The Toddler's Busy Book: 365 fun, creative, screen-free activities to stimulate your toddler every day of the year.

· Simon and Schuster
4,2
9 reseñas
eBook
508
Páginas

Información sobre este eBook

The Toddler’s Busy Book should be required reading for anyone raising or teaching toddlers, it is written with warmth and sprinkled with humor and insight.

Toddler's Busy Book contains 365 screen-free activities (one for each day of the year) for one-and-a-half- to three-year-olds using things found around the home. It shows parents, babysitters, and daycare providers how to:

—Save money by making your own supplies of “magic mud,” all-purpose bubble solution, homemade face paint, edible egg-yoke paint (for cookies), peanut butter playdough, and ornamental frosting.

—Get organized for your toddler by keeping a “baker’s box” full of unbreakable cooking tools in the kitchen your child can help with or play with; make a “busy bag” full of toys and stuffed animals for your child when you take him to the doctor or hairdresser.
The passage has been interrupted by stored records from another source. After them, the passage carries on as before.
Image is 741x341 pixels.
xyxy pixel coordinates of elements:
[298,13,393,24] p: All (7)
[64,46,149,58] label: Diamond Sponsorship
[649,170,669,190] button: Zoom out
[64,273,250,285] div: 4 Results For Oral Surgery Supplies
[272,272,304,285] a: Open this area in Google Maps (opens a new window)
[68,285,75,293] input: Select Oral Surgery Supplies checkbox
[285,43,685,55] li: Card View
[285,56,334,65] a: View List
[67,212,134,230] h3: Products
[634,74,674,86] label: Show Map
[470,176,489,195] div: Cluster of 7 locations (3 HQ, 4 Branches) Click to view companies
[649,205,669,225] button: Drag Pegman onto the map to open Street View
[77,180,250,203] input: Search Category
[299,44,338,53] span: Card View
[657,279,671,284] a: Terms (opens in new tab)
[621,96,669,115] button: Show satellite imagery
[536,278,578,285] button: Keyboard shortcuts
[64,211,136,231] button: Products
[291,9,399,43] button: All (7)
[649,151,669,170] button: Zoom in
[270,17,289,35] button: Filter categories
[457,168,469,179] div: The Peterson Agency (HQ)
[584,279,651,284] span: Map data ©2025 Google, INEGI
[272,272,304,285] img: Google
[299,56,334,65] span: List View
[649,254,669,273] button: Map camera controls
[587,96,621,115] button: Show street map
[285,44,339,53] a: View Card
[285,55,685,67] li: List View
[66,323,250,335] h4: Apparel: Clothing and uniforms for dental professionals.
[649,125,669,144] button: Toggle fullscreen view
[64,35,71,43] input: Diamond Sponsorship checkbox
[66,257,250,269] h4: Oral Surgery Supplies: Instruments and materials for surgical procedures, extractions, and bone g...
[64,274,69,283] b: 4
Or make a “crazy can” full of stuff that’s fun to play with so when you don’t know what to do next, just reach for the crazy can.

—Prevent boredom during even the longest stretches of rainy or cold weather with ideas for indoor play like “hide the beanbag,” or making a homemade sandbox (fill a cardboard box or plastic baby bathtub with puffed wheat cereal or foam packing peanuts), or suspend balloons from the ceiling and give your child a plastic baseball bat or a gift-wrap tube to bat the balloons, or set up a “tickle trunk” to hold a variety of hats, wigs, masks and costume jewelry and princess crowns for imaginative play.

—Get your child moving by making a “toddler obstacle course,” or by paint-dancing, or by holding a “mini olympics,” or by dancing (when the music starts) and falling down (when the music stops), or Jell-O jumping (in the bathtub).

—Learn how to expand your child’s arts and crafts horizons by learning how to make a “popcorn picture” (with popcorn, construction paper, and a glue stick); a “gift-wrap collage”; fingerpaint in the bathtub, or make an “apple smile” (with a red apple and peanut butter).

—Help children learn to have fun in the kitchen making fruit popsicles, zoo sandwiches, “mud balls” (using peanut butter and honey), “ants on a log” (using celery, peanut butter and raisins), and peanut butter sculptures (they’re fun to make and fun to eat).

—Get your child started with music and rhythm by making a coffee can drum, a kazoo (starting with an empty toilet paper roll), or inviting your child to “strum” on corrugated cardboard with a spoon,

—Teach your child about colors, numbers, letters and body parts: cut an apple open and count the seeds—then eat the apple slices, or play the color game in the supermarket (identifying fruits and vegetables of different colors), or ask your child to point to different body parts as you name them, or pour sand into a pie plate and ask your child to draw letters in the sand.

—Celebrate holidays and birthdays with special projects and activities by making Halloween face paint, a Thanksgiving Turkey (starting with a small paper plate), a “Jack o’ Orange, a “stars and stripes” sponge painting, a shamrock necklace, a birthday memory book, valentine cookies, or a Rudolph sandwich.

—Make car trips and walks around the block more fun by teaching your child nursery rhymes and finger plays, including “Five Little Monkeys” (use fingers to indicate the number of monkeys), or recite “Walking Through the Jungle” while taking a walk and miming the actions; or, recite a familiar nursery rhyme and pause when you come to the rhyming word; see if your child can fill in the blank.

—Teach your child practical skills like picking up all the stuffed animals (or toys) on the floor and throwing them into a laundry basket (you can say, “Let’s play “basket bear!”) or washing vegetables (it’s like washing your hands), or by washing the floor with a sponge and soapy water in a bucket (which turns your child into your helper).

—Lure your child to bed at night with a “jungle safari” which involves searching for stuffed animals in the bedroom with a flashlight.

Valoraciones y reseñas

4,2
9 reseñas

Acerca del autor

Trish Kuffner lives with her husband and five children just outside of Vancouver, British Columbia. She is the author of The Toddler's Busy Book, The Preschooler's Busy Book, The Arts & Crafts Busy Book, and The Wiggle & Giggle Busy Book.